The operator is currently experiencing a historic decline in its activities. It has withdrawn from more than 200 markets and has organized a wave of redundancies to cut operating costs. The global company is thus trying, as best it can, to restore a balanced budget to please its investors.
Are start-ups and hospitality truly good partners? How to support exponential growth and deliver the services expected? The giant OYO may have tried to grow up too fast.
The Indian operator has embarked on a comprehensive social and restructuring plan at the request of its largest investor, the Japanese conglomerate SoftBank, in order to reduce expenditure and limit the group's losses. Its founder justified it at the end of 2019: the start-up is living on credit in order to accelerate its development process.
Ritesh Agarwal, founder and CEO at OYO, declared last September:
Since we are continuing to make forward-looking investments in the form of support for our asset owners, technology development, price integration, revenue management, talent acquisition, training and development at the group level, we are not yet profitable.
However, this is no monger a sufficient reason. A global plan to reduce its activity is underway. Already a quarter of the supply on its historic market (India) - slightly more than 65,000 rooms- has been withdrawn from its platform since October. The same month, however, the operator announced it was entering a new market: Japan. The previous month, it was attacking the luxury segment in Saudi Arabia while asking for complementary funds. A month earlier still, it launched the first Capital O in the United Arab Emirates. Last June, it invested massively on the American market.
With unbridled growth, OYO announced its intention to surpass the world's number one hotel group, the Marriott Group, by the year 2023. The Indian was on track so far, with a portfolio as of January 1, 2019 of 458,000 rooms in 8 countries (Hospitality ON data), a figure that was 8.7 times greater than in 2018, placing it 8th in the world rankings.

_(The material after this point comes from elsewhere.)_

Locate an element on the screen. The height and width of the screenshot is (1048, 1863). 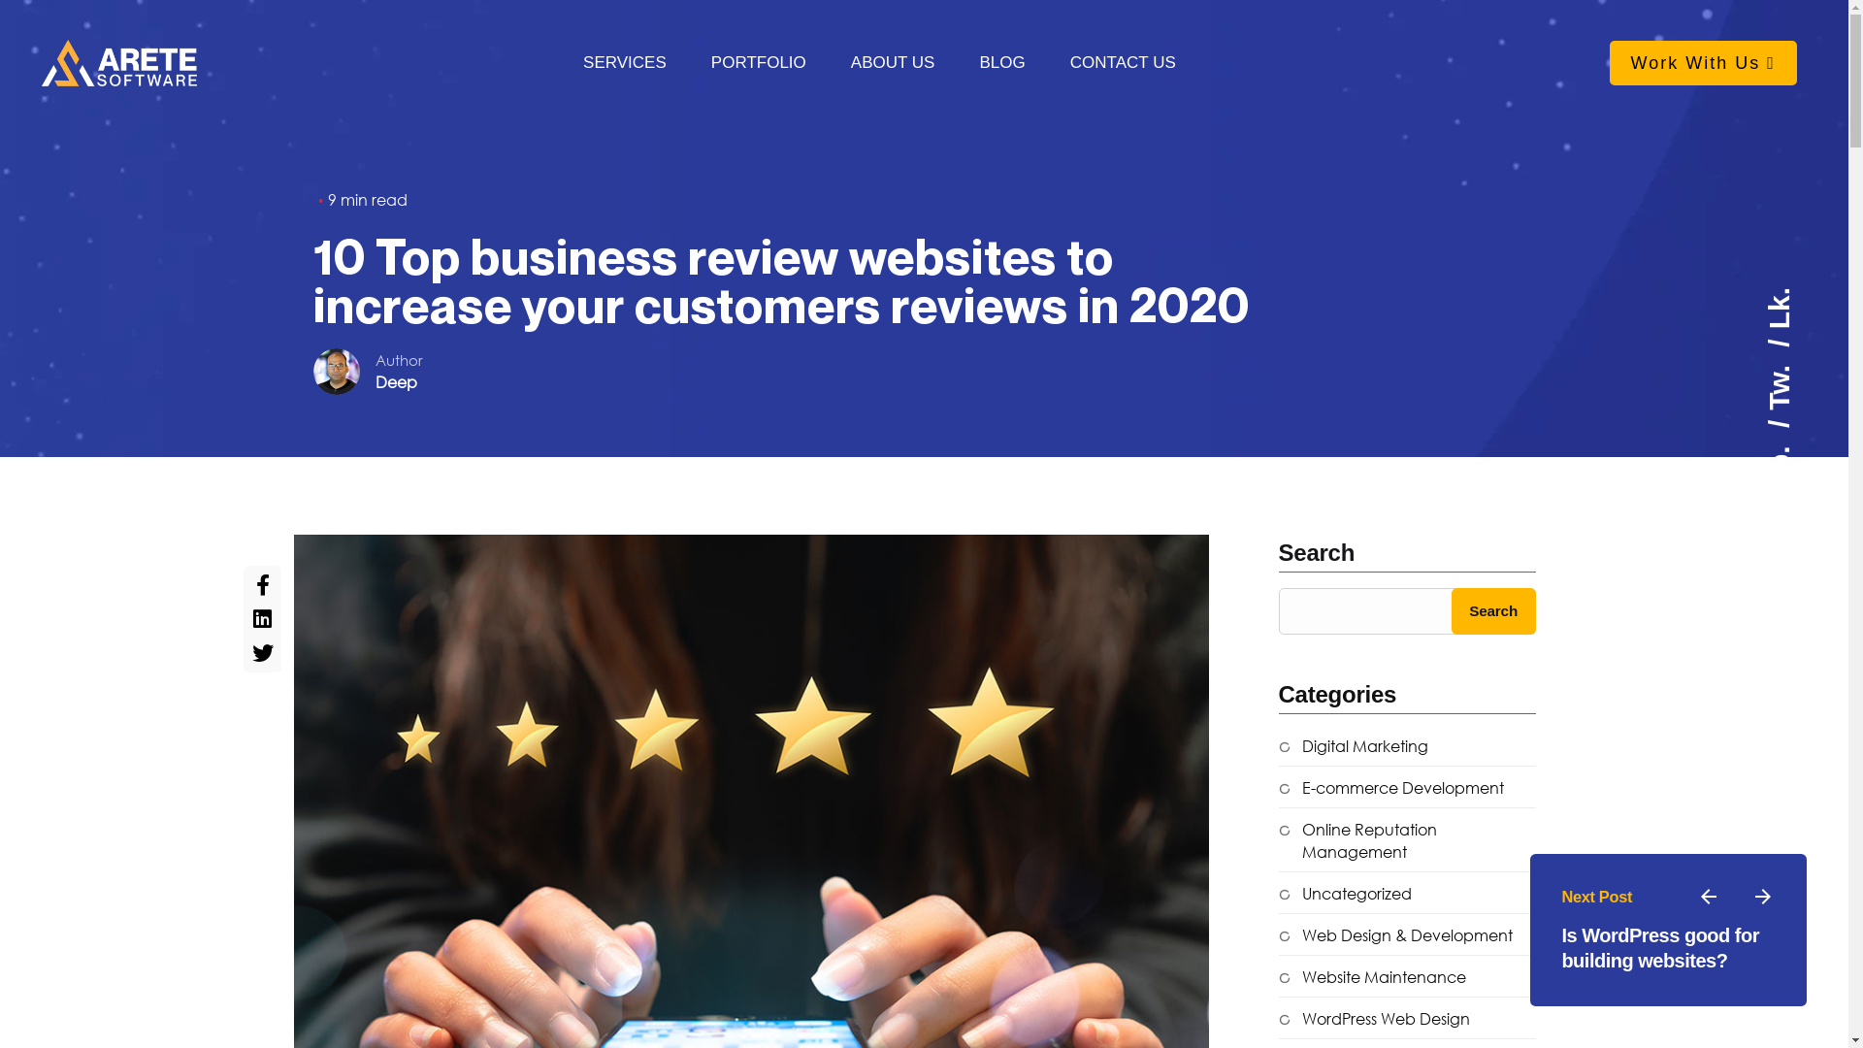
CONTACT US is located at coordinates (1124, 63).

The order of the day is now economic. In more than 200 cities that would no longer be included in the hotelier's catchment area, nearly 2,000 jobs would be eliminated worldwide according to the American media, while the group hired nearly 20,000 people globally prior to the redundancy plan. The jobs impacted would be primarily related to the wage bill in China, its second largest market where 12,000 people are employed locally, and in India where 10,000 people are employed.
Regarding this subject, Ritesh Agarwal wrote an open letter to his employees regarding the company's strategic goals for 2020. The letter was sent to all OYO collaborators:
One of the implications of the new strategic objectives for 2020, is that, like the leadership team, we will reorganize more teams across businesses and functions. And this means that, unfortunately, some roles at OYO will become redundant as we further drive tech-enabled synergy, enhanced efficiency and remove duplication of effort across businesses or geographies. As a result, we are asking some of our impacted colleagues to move to a new career outside of OYO.
The number of positions suppressed has not been communicated, however. At the same time as announcing this redundancy plan, the company also acknowledges that it is in difficulty and is embarking on a strategy to reduce operating costs by refocusing "on profitable locations and buildings" and by divesting itself of overly expensive assets "which dilute our margins", according to Ritesh Agarwal.